Guest story – Jessie
I still miss her. She’s been gone a long time now. I miss her silly grin, her soulful eyes, the way she looked at me, asking for approval, the – “Did I do that right, were you impressed?” – sort of look, while holding out her paw for confirmation, the way sheepdogs do.
We used to run and play together when I was a kid, chasing after the sheep and dodging the Alpacas until Mum called us in.
The day came when I had to leave the farm to study at Cambridge. While I was away, Jessie met a fox and they mated, resulting in four strangely-coloured sheep dogs with pointed ears and bushy tails. She presented them, grinning as usual, on my end of term return.

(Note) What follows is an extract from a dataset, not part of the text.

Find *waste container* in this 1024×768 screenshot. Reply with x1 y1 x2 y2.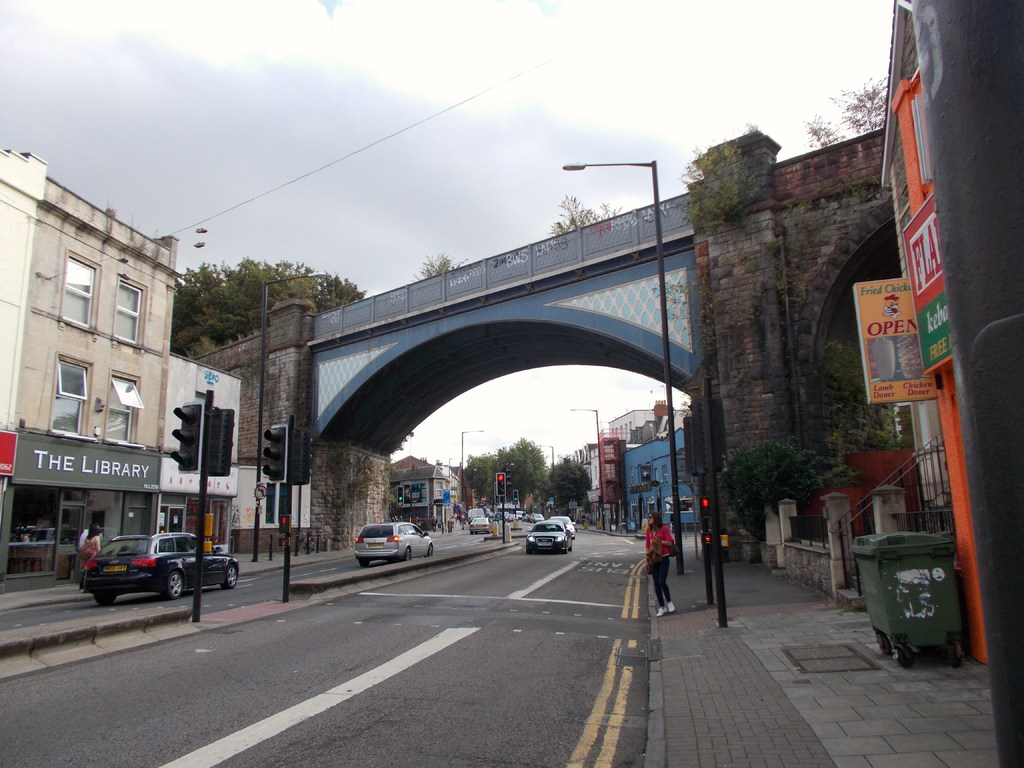
852 528 980 673.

The years passed and a week after my twentieth-third birthday I came home late due to the storm, which came as a surprise in the afternoon. The thunder and lightning had scattered the sheep far and wide. After rounding up the last of the stragglers with Jessica, Johnny, Julio, and Jolie, Jessie’s and the fox’s offspring, we herded the sheep into the barn and I sent the dogs to their kennels, but I had to move on, as Mum had telephoned Jennifer and she came and told me before I could unsaddle my horse.

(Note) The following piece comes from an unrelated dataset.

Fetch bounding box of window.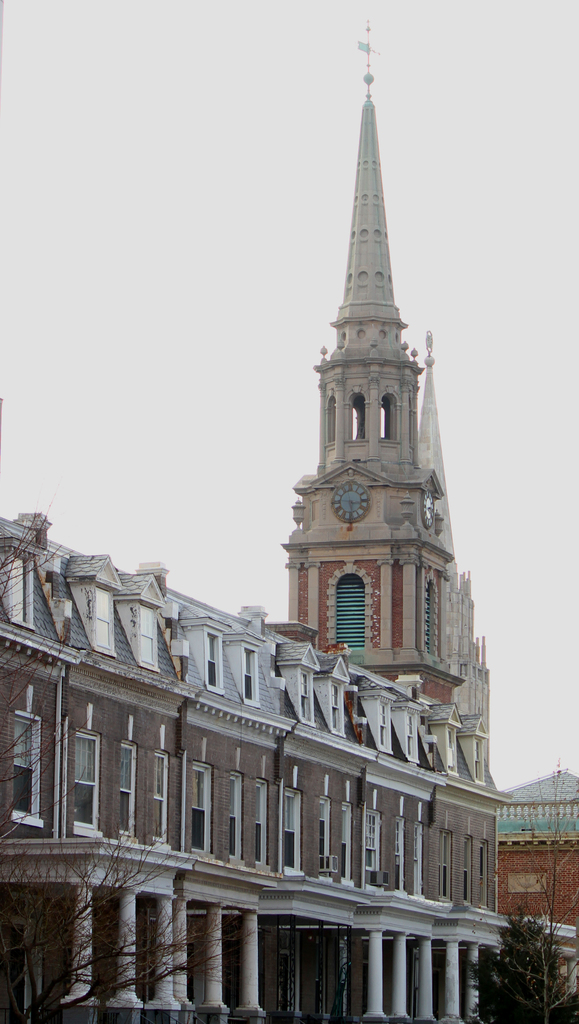
Bbox: l=299, t=647, r=318, b=726.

I rode over on Aries, and as soon as I entered the old farmhouse I knew why I had been summoned, and Dad confirmed it by saying, “She’s been waiting for you,” I saw by his expression it was about Jessie and as I entered the room I sensed her joy at seeing me.
I can still remember her lying there on her side on her tattered old blanket. I realized she had been awaiting my return. I knelt beside her, and she raised her head a little and looked at me. She held out her paw in her usual manner and I took it.
I sensed her pleasure at this then she laid her head down and closed her eyes for the last time.
We laid her to rest the next day in a pine box beneath the apple tree. Dad laid a stone over her grave; “Beloved Jessie” was inscribed there. He told me he had chiselled it out himself a while ago.
Her mate, the fox came the next evening, old and tired-looking, walking slowly past us as we sat on the veranda. He went straight to her grave and lay down beside it. I walked over to him and he turned his head towards me. I stroked his grey-flecked fur and scratched him gently behind the ears. Then he laid his head on his paws and like Jessie, closed his eyes for the last time.
Now there are two graves, one beside the other. The second one has a headstone too, “Beloved Ferdinand”, as we decided, after all that time, to name him.
***
William-Stephen Taylor,
Born in Manchester England on the 13.03.1944, I live in Germany and I love to write. I’ve had nothing published yet but I’m still trying.
Something Wicked is a nice guest story, have u read it?










I t was indeed a very touching story, and it brought memories of our dog Cookie who too passed away some years back while she was just 3 and half years old. Dogs love so unconditionally.
William,
Its a beautiful, simple and touching piece of writing. Hope to see more.